No. Even when the cause is permanent-sounding, like surgery, the muscle can be retrained, and most men improve a great deal. [5][8] If a stress leak is still bad after about a year of real effort, a sling or artificial sphincter can fix it. [3][11]
The bottom line
- Leaking is common in men, usually tied to the prostate, and usually fixable. [1][2]
- Three kinds exist, and your trigger tells you which: stress, urge, or overflow. [1]
- After prostate surgery, most men dry out within a year, and many keep improving after that. [4][8]
- Supervised pelvic-floor training comes first and works best.
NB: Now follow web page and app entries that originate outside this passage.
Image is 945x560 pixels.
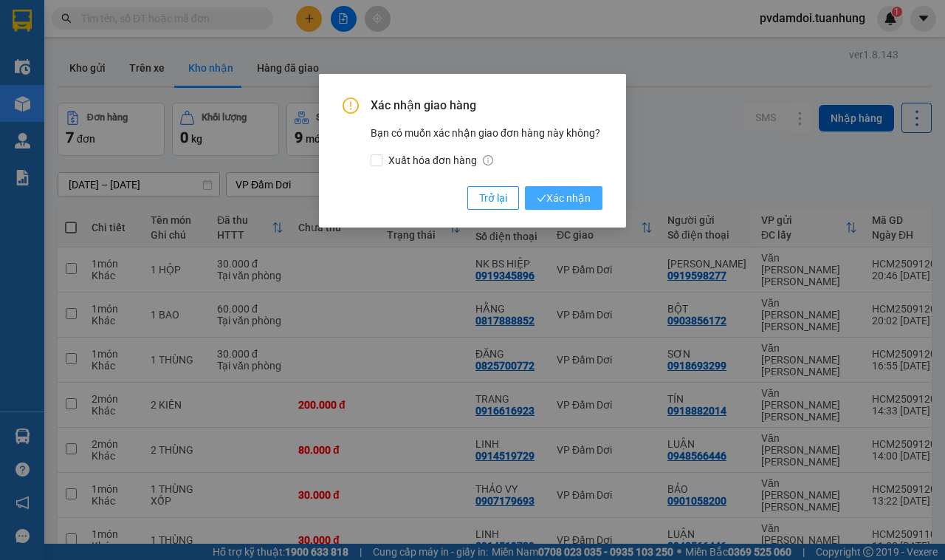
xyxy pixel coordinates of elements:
div: Bạn có muốn xác nhận giao đơn hàng này không? [371,125,603,169]
button: Trở lại [467,186,519,209]
span: info-circle [483,155,493,166]
span: check [536,193,547,203]
button: checkXác nhận [525,186,603,209]
span: Trở lại [480,190,507,206]
span: exclamation-circle [343,98,359,114]
span: Xác nhận [536,190,591,206]
span: Xác nhận giao hàng [371,98,603,114]
span: Xuất hóa đơn hàng [383,153,500,169]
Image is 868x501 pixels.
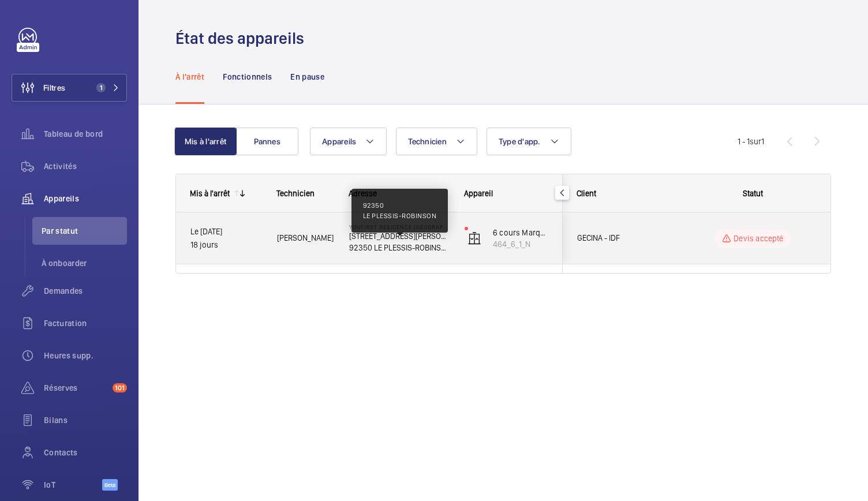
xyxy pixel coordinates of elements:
span: Demandes [44,285,127,296]
span: Facturation [44,317,127,329]
p: Fonctionnels [222,71,272,83]
img: elevator.svg [468,231,482,245]
p: À l'arrêt [175,71,205,83]
span: Type d'app. [499,136,541,146]
div: Appareil [464,188,549,198]
span: Appareils [44,192,127,205]
span: 1 - 1 1 [737,137,764,145]
span: 1 [97,83,106,93]
p: LE PLESSIS-ROBINSON [363,210,437,221]
p: 92350 LE PLESSIS-ROBINSON [349,242,450,253]
span: [PERSON_NAME] [277,231,334,244]
span: Client [577,188,596,198]
span: Statut [743,188,762,198]
span: 101 [113,383,127,392]
span: Beta [102,479,118,490]
span: GECINA - IDF [577,231,666,244]
span: À onboarder [41,257,127,269]
span: Activités [44,161,127,172]
p: Devis accepté [733,232,783,244]
p: 18 jours [190,238,262,252]
span: Contacts [44,447,127,458]
div: Mis à l'arrêt [190,188,230,198]
p: 6 cours Marquis [493,227,548,238]
p: Le [DATE] [190,225,262,238]
span: Appareils [322,136,356,146]
button: Pannes [236,127,298,155]
span: Adresse [348,188,377,198]
span: Technicien [408,136,447,146]
button: Technicien [395,127,477,155]
h1: État des appareils [175,28,311,49]
p: 464_6_1_N [493,238,548,250]
span: Filtres [43,82,65,93]
p: En pause [290,71,324,83]
button: Type d'app. [486,127,571,155]
p: YouFirst Residence [GEOGRAPHIC_DATA] [349,223,450,231]
span: Réserves [44,382,108,394]
button: Mis à l'arrêt [175,127,236,155]
span: Heures supp. [44,350,127,361]
button: Filtres1 [11,74,127,101]
button: Appareils [310,127,386,155]
span: Technicien [276,188,314,198]
span: Par statut [41,225,127,236]
span: sur [749,136,761,146]
span: Tableau de bord [44,128,127,140]
p: [STREET_ADDRESS][PERSON_NAME] [349,231,450,242]
span: Bilans [44,414,127,425]
span: IoT [44,479,102,490]
p: 92350 [363,201,437,210]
Form is everything. [5][6]
- Pills and surgery are the top of the ladder, and most men never need them. [1][3]
References
[1] Wei JT, Dauw CA, Brodsky CN. Lower Urinary Tract Symptoms in Men: A Review. JAMA. 2025;334(9):809-821. https://doi.org/10.1001/jama.2025.7045
[2] Burden H, Abrams P. Urinary Incontinence in Men: Current and Developing Therapy Options. Expert Opin Pharmacother. 2016;17(5):715-726. https://pubmed.ncbi.nlm.nih.gov/26800277/
[3] Sandhu JS. Treatment Options for Male Stress Urinary Incontinence. Nat Rev Urol. 2010;7(4):222-228. https://pubmed.ncbi.nlm.nih.gov/20383187/
[4] Johnson EE, Mamoulakis C, Stoniute A, Omar MI, Sinha S. Conservative Interventions for Managing Urinary Incontinence After Prostate Surgery. Cochrane Database Syst Rev. 2023;4:CD014799. https://www.cochranelibrary.com/cdsr/doi/10.1002/14651858.CD014799.pub2/full
[5] Park JJ, Kwon A, Park JY, Shim SR, Kim JH. Efficacy of Pelvic Floor Exercise for Post-Prostatectomy Incontinence: Systematic Review and Meta-Analysis. Urology. 2022;168:175-182. https://pubmed.ncbi.nlm.nih.gov/35526757/
[6] Baumann FT, Reimer N, Gockeln T, et al. Supervised Pelvic Floor Muscle Exercise Is More Effective Than Unsupervised Pelvic Floor Muscle Exercise at Improving Urinary Incontinence in Prostate Cancer Patients Following Radical Prostatectomy. Disabil Rehabil. 2022;44(19):5374-5385. https://pubmed.ncbi.nlm.nih.gov/34550846/
[7] Centemero A, Rigatti L, Giraudo D, et al. Preoperative Pelvic Floor Muscle Exercise for Early Continence After Radical Prostatectomy: A Randomised Controlled Study. Eur Urol. 2010;57(6):1039-1043. https://pubmed.ncbi.nlm.nih.gov/20227168/
[8] Mandel P, Preisser F, Graefen M, et al. High Chance of Late Recovery of Urinary and Erectile Function Beyond 12 Months After Radical Prostatectomy. Eur Urol. 2017;71(6):848-850. https://pubmed.ncbi.nlm.nih.gov/27743754/
[9] Burgio KL, Kraus SR, Johnson TM, et al. Effectiveness of Combined Behavioral and Drug Therapy for Overactive Bladder Symptoms in Men: A Randomized Clinical Trial. JAMA Intern Med. 2020;180(3):411-419. https://doi.org/10.1001/jamainternmed.2019.6398
[10] Khouri RK, Ortiz NM, Baumgarten AS, et al. Artificial Urinary Sphincter Outperforms Sling for Moderate Male Stress Urinary Incontinence. Urology. 2020;141:168-172. https://pubmed.ncbi.nlm.nih.gov/32289365/
[11] Abrams P, Constable LD, Cooper D, et al. Outcomes of a Noninferiority Randomised Controlled Trial of Surgery for Men With Urodynamic Stress Incontinence After Prostate Surgery (MASTER). Eur Urol. 2021;79(6):812-823. https://pubmed.ncbi.nlm.nih.gov/33551297/
[12] Kasai T, Banno T, Nakamura K, et al. Duration and Influencing Factors of Postoperative Urinary Incontinence After Robot-Assisted Radical Prostatectomy in a Japanese Community Hospital. Int J Environ Res Public Health. 2023;20(5):4085. https://pubmed.ncbi.nlm.nih.gov/36901096/
This article is for general education and is not a substitute for medical advice from your healthcare provider. If you are experiencing symptoms that worry you, contact a clinician. Photo: Pascal Debrunner on Unsplash.